Macedonia: Its Races and Their Future
H. Brailsford

VIII. The Albanians

10. Note. Letter from an Albanian Officer
 

If ever an autonomous Albania comes into being the educated Albanians now dispersed in Roumania and Egypt, or kept in a sort of official imprisonment in the Turkish army or Civil Service, will undoubtedly return to lead their countrymen. There are men among them who would be a credit to any race. I cannot do better than translate some passages from a letter which reached me the other day from an Albanian friend, a nominal Mohamedan, who holds a high place in the Turkish army. As a military commandant in a certain garrison in Asia Minor during the Armenian massacres, wielding large civil powers, he earned golden opinions by his tolerance and his humanity. The letter serves to prove how little these men, even when they are Turkish officials, share the attitude of the average Turk. It also shows to what level of culture these Albanians often manage to attain in Turkey, cut off though they are from European schools, and rarely able to obtain any book which treats of serious topics in a modern spirit.

"I have long waited for an opportunity of writing to you and expressing myself fully and frankly on the situation and destiny of the peoples of the East, whom the trend of events has placed in perpetual conflict, because of differences arising from religion, manners, political interests, and historical tradition. They lack as yet a protector who should be at once liberal and strong, capable of satisfying their national tendencies in such a way as to conciliate their bitter dissensions. The Ottoman Empire, mistaking its own interests, persists in its system of oppression and despotism, refractory to European advice, incapable of any change, by reason of its ingrained vices, social and political. For the moment it seems incapable of preserving its integrity or of conforming itself to the demands of modern principles. It prefers to submit to serious measures of intervention which wound its dignity, rather than adopt of its own free will, reforms which are necessary as much for its own self-preservation as for the happiness of its conquered peoples.

"The Albanians, Christians as well as Moslems, have for centuries shed their blood for the honour of the Empire — the Catholic mountaineers have always fought under the standards of their own chiefs against the Russians, the Serbs, and the Montenegrins, and the military history of the Empire is full of examples of the heroism of these brave soldiers. But by way of recompense for these services the Empire has decreed the suppression, by the most Byzantine of methods, of the cultivation of their language, the first of the intellectual rights of man. You tell me that you will endeavour to create an interest in the Albanian question in England. In that way, my dear friend, you will perform a humanitarian work. The general prosperity depends on the enfranchisement of every branch of the human family. Those who are at the head of civilisation are in duty bound to succour their backward brethren. Truth will emerge from the ocean of mystery only through the highest development of the greatest number. Above all, the unhappy Albanians are the elder sons of the European family. The remarkable affinity of the Albanian language to Sanscrit proves them to be the earliest emigrants of the Aryan race who settled in Europe. The descendants of the ancient Pelasgians are not lacking in intelligence, in bravery, in force and independence of character, and though Islam has conquered Albania, their morals have remained intact. Their conversion to Islam has only changed their belief, from a faith in the Trinity to a belief in the unity of God, but the vices of Islam, polygamy and slavery, have never infected the Albanians. The Ottoman conquest has been able neither to enslave nor to corrupt their indomitable temper.

"To raise themselves to the level of their European brethren, the Albanians need nothing but the light of modern science. The right of cultivating their language will be the gage of their enfranchisement. English diplomacy, by assisting the Albanians in this legitimate direction, would accomplish a service worthy of its renown and of its reputation for disinterested philanthropy. The Albanians are generous enough to be eternally grateful to their benefactor. By the enfranchisement of the Albanians English policy might put an end to the interminable complications of the East. The Albanians are moderate enough not to put forward exaggerated pretensions like those of the Greeks and the Bulgarians. England, by using her influence on behalf of the autonomy of Albania, would increase her predominance in the balance of power in the Balkans. She would gain for ever an element faithful to her policy, and, to speak more precisely, a vanguard against the dangerous invasion of Panslavism in the East. We are not opposed to the enfranchisement of our neighbours of other races, but at the same time we wish to preserve our natural frontiers. Greece has found her natural limit towards the North. "Old Servia " is nothing but an historical term, a memory of the ephemeral reign of the Servian Emperors. Montenegro has already seized several Albanian districts. Macedonia, within its proper limits, ought to have a cosmopolitan autonomy, neutral and subject to European control, since it does not possess a distinctive national character — all the races of the Balkans are mixed there pell-mell. As for the Sultan, he must be contented with the sort of nominal suzerainty to which he is already accustomed. He can find in Asia concubines and flatterers and spies enough to dazzle with a display of his legendary greatness."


*PROBLEM TO WORK ON*: Please copy out every line of the listing below in which the word "pixels" appears.
─── DATA FOR PROCESSING
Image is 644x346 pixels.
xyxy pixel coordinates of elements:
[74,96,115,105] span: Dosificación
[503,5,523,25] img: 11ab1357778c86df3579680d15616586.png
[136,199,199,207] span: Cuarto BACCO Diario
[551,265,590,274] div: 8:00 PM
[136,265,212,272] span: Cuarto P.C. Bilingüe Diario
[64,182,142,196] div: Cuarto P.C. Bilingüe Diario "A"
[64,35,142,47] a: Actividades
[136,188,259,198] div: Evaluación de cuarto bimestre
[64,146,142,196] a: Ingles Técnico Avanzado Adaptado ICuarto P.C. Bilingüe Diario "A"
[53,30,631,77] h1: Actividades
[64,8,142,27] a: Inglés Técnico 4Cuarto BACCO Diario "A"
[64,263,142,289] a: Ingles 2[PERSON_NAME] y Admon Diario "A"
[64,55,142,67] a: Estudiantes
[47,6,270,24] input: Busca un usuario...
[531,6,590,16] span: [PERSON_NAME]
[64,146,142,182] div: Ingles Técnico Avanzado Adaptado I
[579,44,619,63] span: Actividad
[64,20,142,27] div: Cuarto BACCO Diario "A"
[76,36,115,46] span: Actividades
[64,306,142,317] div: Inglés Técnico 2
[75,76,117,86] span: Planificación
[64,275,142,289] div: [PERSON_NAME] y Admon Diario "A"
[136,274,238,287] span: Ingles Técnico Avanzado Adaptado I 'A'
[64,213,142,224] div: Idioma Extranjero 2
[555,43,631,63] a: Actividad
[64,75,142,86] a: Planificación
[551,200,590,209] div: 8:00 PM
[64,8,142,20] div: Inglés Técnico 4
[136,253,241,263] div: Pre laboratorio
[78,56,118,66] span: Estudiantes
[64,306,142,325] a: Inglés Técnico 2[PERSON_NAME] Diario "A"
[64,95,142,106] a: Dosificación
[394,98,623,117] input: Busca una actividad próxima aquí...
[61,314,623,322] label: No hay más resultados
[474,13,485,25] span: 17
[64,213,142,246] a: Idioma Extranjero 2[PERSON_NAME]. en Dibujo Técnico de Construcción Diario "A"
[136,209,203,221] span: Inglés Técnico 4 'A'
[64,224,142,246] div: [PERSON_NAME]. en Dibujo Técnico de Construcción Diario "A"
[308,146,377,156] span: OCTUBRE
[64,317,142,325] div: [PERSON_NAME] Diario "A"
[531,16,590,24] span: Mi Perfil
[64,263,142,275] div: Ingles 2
──────
─── DATA FOR PROCESSING
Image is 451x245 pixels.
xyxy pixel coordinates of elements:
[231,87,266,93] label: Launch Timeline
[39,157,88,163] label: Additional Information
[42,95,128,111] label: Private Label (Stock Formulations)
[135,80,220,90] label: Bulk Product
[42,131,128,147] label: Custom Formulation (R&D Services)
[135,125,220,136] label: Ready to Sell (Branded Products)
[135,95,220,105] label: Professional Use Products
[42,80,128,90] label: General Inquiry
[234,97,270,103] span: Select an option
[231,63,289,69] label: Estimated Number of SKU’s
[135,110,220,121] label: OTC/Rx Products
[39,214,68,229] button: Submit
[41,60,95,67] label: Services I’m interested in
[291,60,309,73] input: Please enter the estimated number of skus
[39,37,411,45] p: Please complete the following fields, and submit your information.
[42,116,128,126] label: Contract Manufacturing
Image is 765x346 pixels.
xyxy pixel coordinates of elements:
──────
─── DATA FOR PROCESSING
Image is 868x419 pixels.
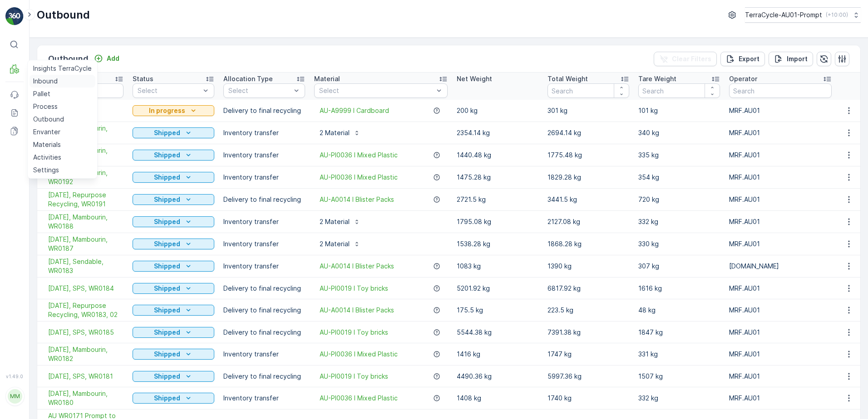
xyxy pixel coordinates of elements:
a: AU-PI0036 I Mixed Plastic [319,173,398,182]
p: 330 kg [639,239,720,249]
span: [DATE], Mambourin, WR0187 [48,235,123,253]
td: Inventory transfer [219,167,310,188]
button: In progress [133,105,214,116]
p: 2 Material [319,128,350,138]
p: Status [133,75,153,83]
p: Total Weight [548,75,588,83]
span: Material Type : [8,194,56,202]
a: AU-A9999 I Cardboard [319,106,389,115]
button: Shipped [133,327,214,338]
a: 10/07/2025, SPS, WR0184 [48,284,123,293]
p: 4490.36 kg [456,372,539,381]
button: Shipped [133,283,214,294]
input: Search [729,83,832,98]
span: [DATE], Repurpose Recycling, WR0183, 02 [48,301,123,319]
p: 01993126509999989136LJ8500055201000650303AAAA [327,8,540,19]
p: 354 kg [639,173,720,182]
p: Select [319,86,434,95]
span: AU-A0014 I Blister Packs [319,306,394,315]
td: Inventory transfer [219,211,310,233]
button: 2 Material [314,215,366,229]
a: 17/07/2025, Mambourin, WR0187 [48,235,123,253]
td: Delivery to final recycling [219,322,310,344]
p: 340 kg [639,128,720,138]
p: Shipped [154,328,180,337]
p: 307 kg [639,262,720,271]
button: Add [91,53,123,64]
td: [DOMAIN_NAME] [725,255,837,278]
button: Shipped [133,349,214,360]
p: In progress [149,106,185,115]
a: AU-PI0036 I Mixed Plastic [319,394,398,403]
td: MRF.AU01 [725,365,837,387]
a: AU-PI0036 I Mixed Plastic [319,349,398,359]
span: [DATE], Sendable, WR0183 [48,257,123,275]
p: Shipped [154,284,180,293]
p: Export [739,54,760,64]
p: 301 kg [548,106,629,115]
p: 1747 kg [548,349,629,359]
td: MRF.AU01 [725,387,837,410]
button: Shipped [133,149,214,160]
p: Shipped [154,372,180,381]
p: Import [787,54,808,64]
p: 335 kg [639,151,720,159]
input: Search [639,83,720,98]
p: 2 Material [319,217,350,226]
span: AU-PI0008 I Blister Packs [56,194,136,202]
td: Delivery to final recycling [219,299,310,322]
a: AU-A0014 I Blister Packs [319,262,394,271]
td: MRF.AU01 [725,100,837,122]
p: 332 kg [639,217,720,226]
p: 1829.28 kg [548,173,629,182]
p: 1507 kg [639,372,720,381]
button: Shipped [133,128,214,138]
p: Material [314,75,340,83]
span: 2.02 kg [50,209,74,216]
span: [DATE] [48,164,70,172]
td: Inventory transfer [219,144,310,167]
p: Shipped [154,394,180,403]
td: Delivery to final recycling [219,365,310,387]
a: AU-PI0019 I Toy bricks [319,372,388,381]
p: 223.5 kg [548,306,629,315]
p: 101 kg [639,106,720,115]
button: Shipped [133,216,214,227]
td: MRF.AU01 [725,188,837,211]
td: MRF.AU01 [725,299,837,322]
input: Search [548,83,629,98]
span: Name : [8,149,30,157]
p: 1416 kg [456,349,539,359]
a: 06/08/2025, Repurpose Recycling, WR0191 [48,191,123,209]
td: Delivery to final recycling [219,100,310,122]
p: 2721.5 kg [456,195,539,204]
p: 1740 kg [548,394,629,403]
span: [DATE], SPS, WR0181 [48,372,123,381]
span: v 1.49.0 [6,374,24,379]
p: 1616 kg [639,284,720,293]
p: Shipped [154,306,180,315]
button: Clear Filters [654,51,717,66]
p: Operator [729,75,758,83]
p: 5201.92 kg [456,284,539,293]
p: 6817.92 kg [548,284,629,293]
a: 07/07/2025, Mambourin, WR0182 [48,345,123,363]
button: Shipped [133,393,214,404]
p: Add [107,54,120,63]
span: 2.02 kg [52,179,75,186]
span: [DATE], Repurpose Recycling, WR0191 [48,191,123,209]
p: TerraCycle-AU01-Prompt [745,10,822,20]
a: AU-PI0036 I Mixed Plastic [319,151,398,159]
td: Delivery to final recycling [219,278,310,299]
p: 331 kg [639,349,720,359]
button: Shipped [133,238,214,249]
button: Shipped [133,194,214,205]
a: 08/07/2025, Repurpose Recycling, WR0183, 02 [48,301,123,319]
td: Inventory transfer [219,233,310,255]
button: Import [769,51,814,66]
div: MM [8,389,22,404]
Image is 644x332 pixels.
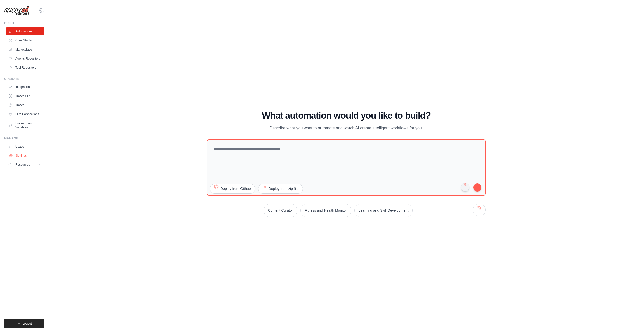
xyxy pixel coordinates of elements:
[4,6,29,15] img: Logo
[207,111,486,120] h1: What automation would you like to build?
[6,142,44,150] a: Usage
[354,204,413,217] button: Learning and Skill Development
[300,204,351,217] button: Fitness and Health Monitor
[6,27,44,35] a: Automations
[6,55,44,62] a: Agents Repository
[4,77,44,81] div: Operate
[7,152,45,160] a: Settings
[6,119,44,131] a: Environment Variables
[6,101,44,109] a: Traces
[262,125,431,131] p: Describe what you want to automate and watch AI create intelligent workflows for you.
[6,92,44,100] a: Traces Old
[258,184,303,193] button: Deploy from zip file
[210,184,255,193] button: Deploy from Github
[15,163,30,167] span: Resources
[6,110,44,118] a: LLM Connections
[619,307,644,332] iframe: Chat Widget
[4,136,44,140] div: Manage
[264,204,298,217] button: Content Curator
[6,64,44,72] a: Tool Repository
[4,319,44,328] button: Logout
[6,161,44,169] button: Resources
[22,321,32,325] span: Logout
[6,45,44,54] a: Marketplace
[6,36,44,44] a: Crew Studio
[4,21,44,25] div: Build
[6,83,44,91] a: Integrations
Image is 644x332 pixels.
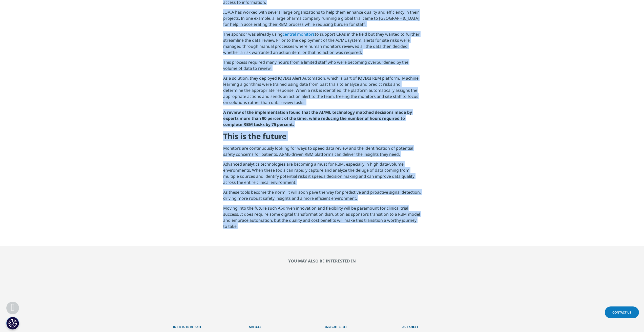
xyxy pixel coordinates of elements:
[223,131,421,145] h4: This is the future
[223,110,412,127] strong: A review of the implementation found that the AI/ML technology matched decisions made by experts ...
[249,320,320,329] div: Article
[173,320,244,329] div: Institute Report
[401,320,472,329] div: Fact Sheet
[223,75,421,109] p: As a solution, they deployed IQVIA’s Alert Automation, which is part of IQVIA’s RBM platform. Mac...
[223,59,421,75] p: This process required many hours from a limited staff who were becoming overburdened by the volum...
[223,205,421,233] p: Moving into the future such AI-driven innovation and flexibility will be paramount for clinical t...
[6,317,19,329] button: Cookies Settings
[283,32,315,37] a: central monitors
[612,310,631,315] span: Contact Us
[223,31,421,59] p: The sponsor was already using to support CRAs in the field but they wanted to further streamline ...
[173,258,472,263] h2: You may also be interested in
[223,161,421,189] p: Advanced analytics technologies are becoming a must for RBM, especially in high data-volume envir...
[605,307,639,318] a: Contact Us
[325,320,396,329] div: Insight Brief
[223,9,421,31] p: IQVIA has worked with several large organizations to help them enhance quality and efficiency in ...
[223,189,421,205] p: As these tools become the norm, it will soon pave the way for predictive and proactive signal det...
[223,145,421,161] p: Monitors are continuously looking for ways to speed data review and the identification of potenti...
──────
*EXERCISE RESULT*:
Image is 644x346 pixels.
Image is 451x245 pixels.
Image is 765x346 pixels.
Image is 868x419 pixels.
Image is 644x332 pixels.
Image is 644x332 pixels.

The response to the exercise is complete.